● **Task prompt**
Lines from the line with "on description-field-row: Description" to the line with "In order to click" in the entries below, and only those, must be output exactly, with both ends included.

Stored records
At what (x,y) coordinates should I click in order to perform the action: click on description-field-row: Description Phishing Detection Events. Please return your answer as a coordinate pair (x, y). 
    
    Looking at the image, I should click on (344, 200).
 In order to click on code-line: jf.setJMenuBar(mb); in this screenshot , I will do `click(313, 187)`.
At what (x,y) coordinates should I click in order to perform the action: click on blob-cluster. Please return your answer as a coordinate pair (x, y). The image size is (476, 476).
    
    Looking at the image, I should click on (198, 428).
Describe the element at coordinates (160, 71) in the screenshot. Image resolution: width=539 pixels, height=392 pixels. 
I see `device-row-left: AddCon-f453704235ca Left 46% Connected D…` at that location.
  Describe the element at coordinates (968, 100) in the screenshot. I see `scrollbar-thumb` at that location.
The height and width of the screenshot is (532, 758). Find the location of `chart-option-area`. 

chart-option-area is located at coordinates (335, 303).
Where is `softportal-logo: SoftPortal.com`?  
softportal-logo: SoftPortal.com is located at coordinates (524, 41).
* * *
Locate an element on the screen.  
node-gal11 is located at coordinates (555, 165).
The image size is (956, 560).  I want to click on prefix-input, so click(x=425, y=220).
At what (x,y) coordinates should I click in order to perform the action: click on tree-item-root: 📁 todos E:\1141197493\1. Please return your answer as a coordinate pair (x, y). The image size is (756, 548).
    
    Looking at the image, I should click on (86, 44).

● **Written answer**
At what (x,y) coordinates should I click in order to perform the action: click on description-field-row: Description Phishing Detection Events. Please return your answer as a coordinate pair (x, y). 
    
    Looking at the image, I should click on (344, 200).
 In order to click on code-line: jf.setJMenuBar(mb); in this screenshot , I will do `click(313, 187)`.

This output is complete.